On Moyle's bleak current our food and wine
Are sandy sea-weed and bitter brine:
Yet oft we feasted in days of old,
And hazel-mead drank from cups of gold.
Our beds are rocks in the dripping caves;
Our lullaby song the roar of the waves:
But soft rich couches once we pressed,
Lonely we swim on the billowy main,
Through frost and snow, through storm and rain:
Alas for the days when round us moved
The chiefs and princes and friends we loved!
My little twin brothers beneath my wings
Lie close when the north wind bitterly stings,
And Aed close nestles before my breast;
Thus side by side through the night we rest.
Our father's fond kisses, Bove Derg's embrace,
The light of Mannanan's[1] godlike face,
The love of Angus[1]—all, all are o'er;
And we live on the billows for evermore!
After this they bade each other farewell, for it was not permitted to the children of Lir to remain away from the stream of Moyle. As soon as they had parted, the Fairy Cavalcade returned to Shee Finnaha, where they related to the Dedannan chiefs all that had passed, and described the condition of the children of Lir. And the chiefs answered—
"It is not in our power to help them; but we are glad that they are living; and we know that in the end the enchantment will be broken, and that they will be freed from their sufferings."
As to the children of Lir, they returned to their home on the Sea of Moyle, and there they remained till they had fulfilled their term of years.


Find the lines in the listing below that have the word "body" and give their count, nothing else.
──────── Available records ────────
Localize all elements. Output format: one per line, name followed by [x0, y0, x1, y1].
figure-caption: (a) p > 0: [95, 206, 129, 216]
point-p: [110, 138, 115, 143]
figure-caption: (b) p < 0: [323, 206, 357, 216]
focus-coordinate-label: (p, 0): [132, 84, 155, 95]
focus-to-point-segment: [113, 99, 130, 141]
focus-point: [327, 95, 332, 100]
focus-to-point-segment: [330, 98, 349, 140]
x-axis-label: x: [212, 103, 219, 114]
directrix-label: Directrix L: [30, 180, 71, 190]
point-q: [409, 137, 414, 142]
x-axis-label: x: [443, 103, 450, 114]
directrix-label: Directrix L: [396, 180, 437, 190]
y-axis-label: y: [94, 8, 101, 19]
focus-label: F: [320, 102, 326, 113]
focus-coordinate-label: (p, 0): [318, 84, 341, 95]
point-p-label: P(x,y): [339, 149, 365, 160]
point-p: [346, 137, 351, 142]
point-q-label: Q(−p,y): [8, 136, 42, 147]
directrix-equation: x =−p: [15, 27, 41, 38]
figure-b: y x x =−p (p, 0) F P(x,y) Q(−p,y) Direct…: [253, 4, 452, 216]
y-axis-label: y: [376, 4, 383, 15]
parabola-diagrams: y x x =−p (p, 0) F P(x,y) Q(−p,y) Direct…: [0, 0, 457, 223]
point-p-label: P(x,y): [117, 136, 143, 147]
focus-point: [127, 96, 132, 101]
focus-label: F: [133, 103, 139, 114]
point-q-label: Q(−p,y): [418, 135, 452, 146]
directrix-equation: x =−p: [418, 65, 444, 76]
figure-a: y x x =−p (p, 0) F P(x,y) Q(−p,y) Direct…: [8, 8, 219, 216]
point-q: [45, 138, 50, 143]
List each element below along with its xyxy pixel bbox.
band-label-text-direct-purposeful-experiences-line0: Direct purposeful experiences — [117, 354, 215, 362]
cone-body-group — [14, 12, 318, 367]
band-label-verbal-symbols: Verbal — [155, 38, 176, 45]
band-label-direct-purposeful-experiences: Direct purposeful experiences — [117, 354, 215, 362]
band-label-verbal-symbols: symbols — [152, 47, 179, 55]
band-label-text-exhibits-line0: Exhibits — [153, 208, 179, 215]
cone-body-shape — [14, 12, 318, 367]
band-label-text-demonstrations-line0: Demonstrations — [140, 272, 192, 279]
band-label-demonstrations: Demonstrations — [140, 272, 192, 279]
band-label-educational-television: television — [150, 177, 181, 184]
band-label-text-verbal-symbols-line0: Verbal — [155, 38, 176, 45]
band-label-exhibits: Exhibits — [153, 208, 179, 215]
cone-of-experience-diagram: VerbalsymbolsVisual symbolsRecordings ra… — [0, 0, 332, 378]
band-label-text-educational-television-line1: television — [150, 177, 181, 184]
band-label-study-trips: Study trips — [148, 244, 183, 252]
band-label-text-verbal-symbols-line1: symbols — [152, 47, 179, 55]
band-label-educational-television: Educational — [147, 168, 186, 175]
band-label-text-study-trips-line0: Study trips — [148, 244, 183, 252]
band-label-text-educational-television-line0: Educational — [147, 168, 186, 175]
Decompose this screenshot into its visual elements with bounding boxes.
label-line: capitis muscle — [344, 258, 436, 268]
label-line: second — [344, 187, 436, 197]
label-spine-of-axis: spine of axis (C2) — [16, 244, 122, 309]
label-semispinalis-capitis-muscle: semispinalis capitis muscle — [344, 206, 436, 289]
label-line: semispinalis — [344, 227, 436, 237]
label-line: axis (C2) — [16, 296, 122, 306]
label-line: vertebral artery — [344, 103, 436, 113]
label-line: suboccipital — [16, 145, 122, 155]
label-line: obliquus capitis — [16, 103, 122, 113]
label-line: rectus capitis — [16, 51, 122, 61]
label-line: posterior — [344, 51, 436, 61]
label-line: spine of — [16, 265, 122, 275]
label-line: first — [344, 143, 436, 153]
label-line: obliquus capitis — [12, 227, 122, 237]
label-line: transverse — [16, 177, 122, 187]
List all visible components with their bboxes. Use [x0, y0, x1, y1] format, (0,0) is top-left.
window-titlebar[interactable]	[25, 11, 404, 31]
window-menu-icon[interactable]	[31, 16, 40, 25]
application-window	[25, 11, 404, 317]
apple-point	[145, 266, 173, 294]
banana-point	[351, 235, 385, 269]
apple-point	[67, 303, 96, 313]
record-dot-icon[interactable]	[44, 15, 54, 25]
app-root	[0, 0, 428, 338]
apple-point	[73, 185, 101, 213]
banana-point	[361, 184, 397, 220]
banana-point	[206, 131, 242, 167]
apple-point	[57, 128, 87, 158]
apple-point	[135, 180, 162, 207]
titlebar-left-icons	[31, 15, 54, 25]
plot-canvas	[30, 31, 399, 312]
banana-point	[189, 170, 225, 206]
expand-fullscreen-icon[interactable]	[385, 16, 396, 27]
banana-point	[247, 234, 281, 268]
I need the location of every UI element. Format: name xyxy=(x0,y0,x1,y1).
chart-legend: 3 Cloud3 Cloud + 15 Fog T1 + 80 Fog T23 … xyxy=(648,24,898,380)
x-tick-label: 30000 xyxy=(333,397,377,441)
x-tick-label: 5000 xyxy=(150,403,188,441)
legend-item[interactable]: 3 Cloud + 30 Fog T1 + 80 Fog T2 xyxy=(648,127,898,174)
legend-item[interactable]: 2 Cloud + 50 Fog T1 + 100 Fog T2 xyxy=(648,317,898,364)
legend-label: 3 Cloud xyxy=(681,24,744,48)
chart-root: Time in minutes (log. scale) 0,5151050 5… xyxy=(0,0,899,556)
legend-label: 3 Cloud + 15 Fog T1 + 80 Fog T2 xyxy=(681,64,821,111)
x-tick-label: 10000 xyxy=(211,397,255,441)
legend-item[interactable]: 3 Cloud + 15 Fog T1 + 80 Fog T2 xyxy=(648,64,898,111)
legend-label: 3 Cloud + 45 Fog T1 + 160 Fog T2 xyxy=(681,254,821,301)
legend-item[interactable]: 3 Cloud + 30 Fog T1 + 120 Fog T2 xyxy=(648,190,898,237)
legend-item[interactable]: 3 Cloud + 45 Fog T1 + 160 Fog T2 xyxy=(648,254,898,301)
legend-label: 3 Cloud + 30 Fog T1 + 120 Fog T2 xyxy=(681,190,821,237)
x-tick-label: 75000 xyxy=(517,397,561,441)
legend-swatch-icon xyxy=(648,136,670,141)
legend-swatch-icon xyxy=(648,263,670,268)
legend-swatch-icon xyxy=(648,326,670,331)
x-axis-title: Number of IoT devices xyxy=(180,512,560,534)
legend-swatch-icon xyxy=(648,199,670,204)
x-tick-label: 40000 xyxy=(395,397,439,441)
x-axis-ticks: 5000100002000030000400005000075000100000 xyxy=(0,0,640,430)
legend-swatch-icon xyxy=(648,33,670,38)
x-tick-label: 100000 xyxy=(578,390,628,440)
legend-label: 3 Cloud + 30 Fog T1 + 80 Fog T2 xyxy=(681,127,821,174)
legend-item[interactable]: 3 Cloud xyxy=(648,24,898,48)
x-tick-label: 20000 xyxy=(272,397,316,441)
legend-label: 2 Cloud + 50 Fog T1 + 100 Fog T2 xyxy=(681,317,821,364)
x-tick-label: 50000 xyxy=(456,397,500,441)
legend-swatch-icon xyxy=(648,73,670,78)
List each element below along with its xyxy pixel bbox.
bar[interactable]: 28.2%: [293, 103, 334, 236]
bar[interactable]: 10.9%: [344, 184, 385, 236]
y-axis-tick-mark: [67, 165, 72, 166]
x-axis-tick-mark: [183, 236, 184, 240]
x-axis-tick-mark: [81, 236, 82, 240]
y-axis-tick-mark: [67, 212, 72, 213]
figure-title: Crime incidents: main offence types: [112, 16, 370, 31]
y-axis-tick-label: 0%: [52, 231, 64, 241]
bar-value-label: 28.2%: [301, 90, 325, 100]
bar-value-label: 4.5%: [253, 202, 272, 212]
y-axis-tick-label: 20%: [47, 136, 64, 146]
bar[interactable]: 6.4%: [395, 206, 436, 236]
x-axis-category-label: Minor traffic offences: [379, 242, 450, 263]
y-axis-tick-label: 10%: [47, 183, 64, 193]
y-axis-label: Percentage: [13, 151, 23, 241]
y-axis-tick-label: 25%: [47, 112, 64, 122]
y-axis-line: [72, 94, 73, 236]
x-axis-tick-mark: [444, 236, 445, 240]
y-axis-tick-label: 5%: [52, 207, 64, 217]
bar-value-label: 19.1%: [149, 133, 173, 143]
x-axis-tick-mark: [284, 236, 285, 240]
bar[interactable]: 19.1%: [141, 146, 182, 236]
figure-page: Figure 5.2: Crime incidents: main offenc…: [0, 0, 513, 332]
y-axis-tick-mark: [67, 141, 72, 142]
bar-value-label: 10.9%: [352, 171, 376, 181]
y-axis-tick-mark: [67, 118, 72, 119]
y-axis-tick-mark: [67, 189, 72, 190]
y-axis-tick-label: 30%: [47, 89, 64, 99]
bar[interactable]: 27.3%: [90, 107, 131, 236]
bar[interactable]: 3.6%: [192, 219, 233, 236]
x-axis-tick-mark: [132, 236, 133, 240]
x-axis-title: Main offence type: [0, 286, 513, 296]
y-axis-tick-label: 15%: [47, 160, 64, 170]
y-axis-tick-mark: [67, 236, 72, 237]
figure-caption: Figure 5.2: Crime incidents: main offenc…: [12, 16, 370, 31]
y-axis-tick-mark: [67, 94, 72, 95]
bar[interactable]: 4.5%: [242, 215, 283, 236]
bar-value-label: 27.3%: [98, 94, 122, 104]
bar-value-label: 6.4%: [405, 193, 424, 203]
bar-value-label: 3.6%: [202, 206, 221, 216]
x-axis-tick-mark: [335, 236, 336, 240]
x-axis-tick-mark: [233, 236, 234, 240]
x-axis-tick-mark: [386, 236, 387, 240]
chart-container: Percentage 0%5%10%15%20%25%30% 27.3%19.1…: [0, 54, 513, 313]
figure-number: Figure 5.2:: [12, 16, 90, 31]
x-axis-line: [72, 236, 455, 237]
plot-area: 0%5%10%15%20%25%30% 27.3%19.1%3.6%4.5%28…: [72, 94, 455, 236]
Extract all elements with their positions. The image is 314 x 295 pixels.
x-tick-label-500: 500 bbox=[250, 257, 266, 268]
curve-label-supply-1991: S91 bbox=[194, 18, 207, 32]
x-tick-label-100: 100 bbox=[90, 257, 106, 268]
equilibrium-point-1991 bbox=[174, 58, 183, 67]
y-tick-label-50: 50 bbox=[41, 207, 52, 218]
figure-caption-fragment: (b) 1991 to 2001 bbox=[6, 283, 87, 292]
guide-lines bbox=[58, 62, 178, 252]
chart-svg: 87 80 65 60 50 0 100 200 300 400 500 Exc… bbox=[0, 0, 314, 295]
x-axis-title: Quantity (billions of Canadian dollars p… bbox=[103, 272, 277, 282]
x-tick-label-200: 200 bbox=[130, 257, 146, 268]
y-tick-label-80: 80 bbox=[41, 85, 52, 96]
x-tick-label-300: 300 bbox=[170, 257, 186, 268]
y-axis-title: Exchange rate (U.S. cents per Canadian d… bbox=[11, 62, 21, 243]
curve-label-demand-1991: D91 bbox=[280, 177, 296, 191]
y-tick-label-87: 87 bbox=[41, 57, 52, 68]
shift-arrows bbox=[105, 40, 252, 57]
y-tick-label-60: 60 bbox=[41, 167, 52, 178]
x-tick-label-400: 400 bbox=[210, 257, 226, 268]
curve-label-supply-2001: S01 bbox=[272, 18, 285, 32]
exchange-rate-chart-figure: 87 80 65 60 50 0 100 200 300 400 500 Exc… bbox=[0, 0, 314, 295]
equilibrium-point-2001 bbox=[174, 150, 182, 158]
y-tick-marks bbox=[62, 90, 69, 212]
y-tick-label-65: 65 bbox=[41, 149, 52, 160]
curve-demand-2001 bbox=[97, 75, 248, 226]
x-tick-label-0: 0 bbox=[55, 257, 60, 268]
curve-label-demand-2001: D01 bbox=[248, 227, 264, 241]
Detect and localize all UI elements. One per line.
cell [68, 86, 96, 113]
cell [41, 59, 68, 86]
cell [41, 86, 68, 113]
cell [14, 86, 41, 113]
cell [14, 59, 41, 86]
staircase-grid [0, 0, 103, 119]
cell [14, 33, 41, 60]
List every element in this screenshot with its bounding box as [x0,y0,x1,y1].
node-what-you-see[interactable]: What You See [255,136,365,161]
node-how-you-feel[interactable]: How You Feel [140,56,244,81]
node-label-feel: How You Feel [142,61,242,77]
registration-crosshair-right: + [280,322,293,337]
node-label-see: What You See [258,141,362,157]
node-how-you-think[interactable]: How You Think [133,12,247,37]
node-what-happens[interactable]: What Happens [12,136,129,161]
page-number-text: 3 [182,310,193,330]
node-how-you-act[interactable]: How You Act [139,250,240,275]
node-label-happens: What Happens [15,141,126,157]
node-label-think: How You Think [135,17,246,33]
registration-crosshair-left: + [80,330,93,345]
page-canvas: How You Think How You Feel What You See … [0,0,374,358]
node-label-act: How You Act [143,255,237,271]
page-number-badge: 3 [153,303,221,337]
────────
Answer for the task >>
2